Zero-length static array spec
via Digitalmars-d
digitalmars-d at puremagic.com
Sat Feb 7 12:35:55 PST 2015
On Saturday, 7 February 2015 at 12:10:45 UTC, Iain Buclaw wrote:
> On 6 February 2015 at 23:42, David Nadlinger via Digitalmars-d
> <digitalmars-d at puremagic.com> wrote:
>> On Friday, 6 February 2015 at 23:37:30 UTC, Iain Buclaw wrote:
>>>
>>> Simple, you implement it by allocating no memory. :)
>>
>>
>> Let me put it a different way. Imagine you have this in your
>> program:
>>
>> ---
>> void foo() {
>> int[0] a0;
>> int[0] a1;
>> ...
>> int[0] a99;
>>
>> // Do something with them.
>> }
>> ---
>>
>> How do you choose the addresses for a0 through a99 so that
>> they are
>> distinct, but you don't end up allocating 100 bytes of stack
>> memory?
>>
>> David
>
> There are no addresses for them, you can't do *anything* with
> them at runtime.
>
> Some cod scenarios:
> 1. Comparisons of == fold into 'false' (unless comparing to
> self)
> 2. Comparisons of != fold into 'true' (unless comparing to
> self)
Why's that? Shouldn't _all_ 0 size variables compare equal?
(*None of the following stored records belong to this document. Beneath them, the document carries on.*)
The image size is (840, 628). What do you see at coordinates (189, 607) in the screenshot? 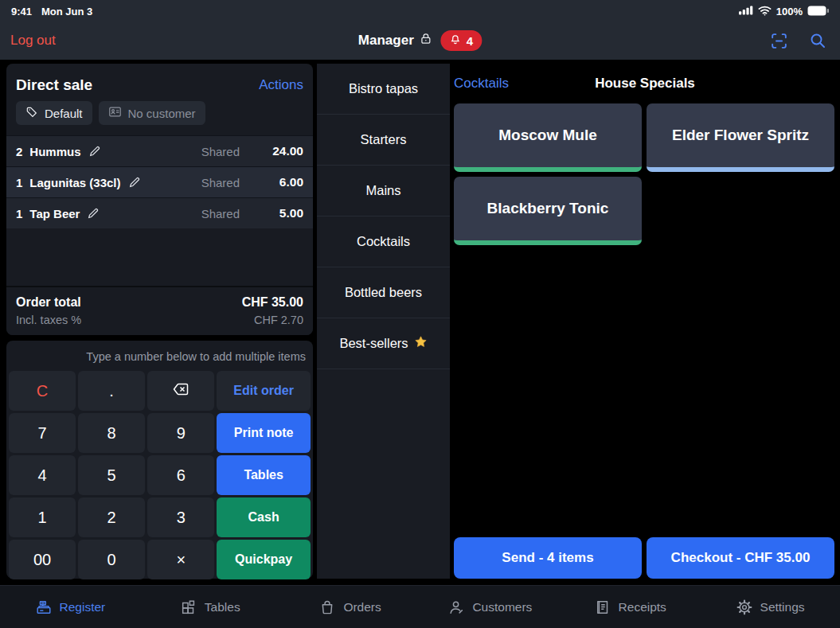
I see `tables-icon` at bounding box center [189, 607].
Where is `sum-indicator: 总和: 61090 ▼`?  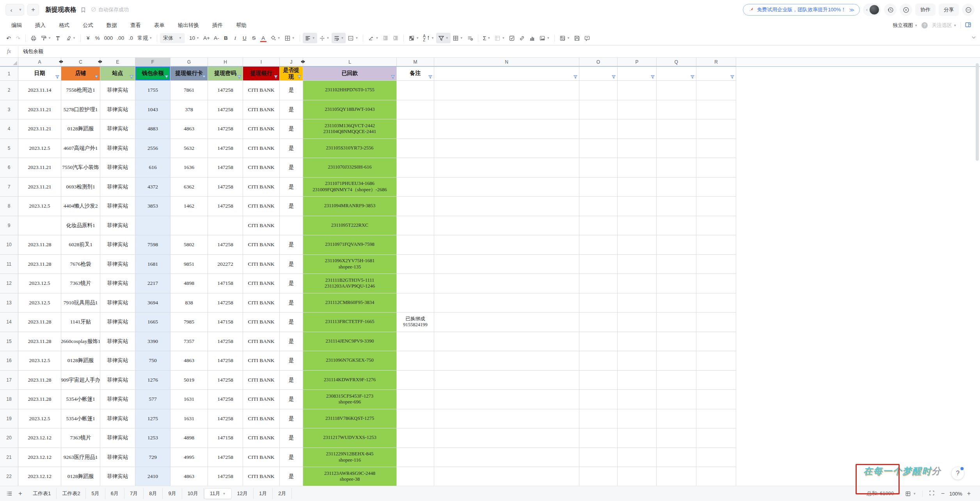 sum-indicator: 总和: 61090 ▼ is located at coordinates (883, 494).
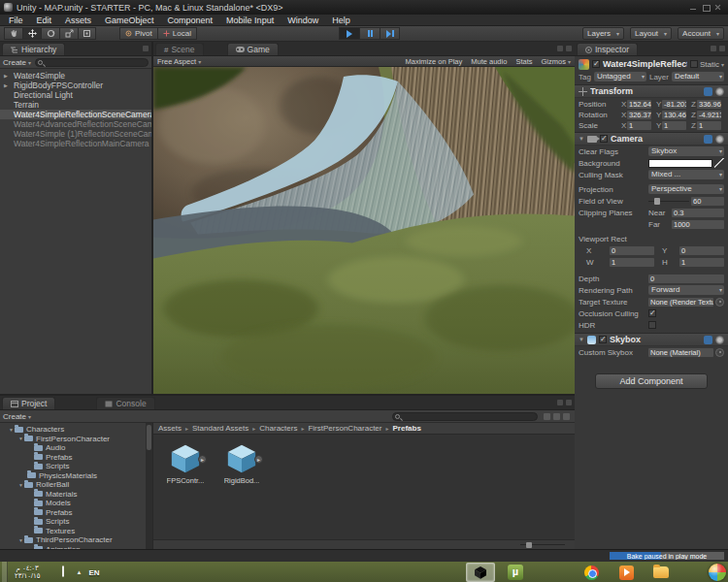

I'd
say that follows from the definition:
array1 == array2
<=>
all corresponding elements of both arrays are equal
<=>
no corresponding elements of both arrays are different
For the last one, it's obvious that this applies to empty arrays:
they don't even contain elements that could compare unequal.
Or maybe you're only talking about the addresses here?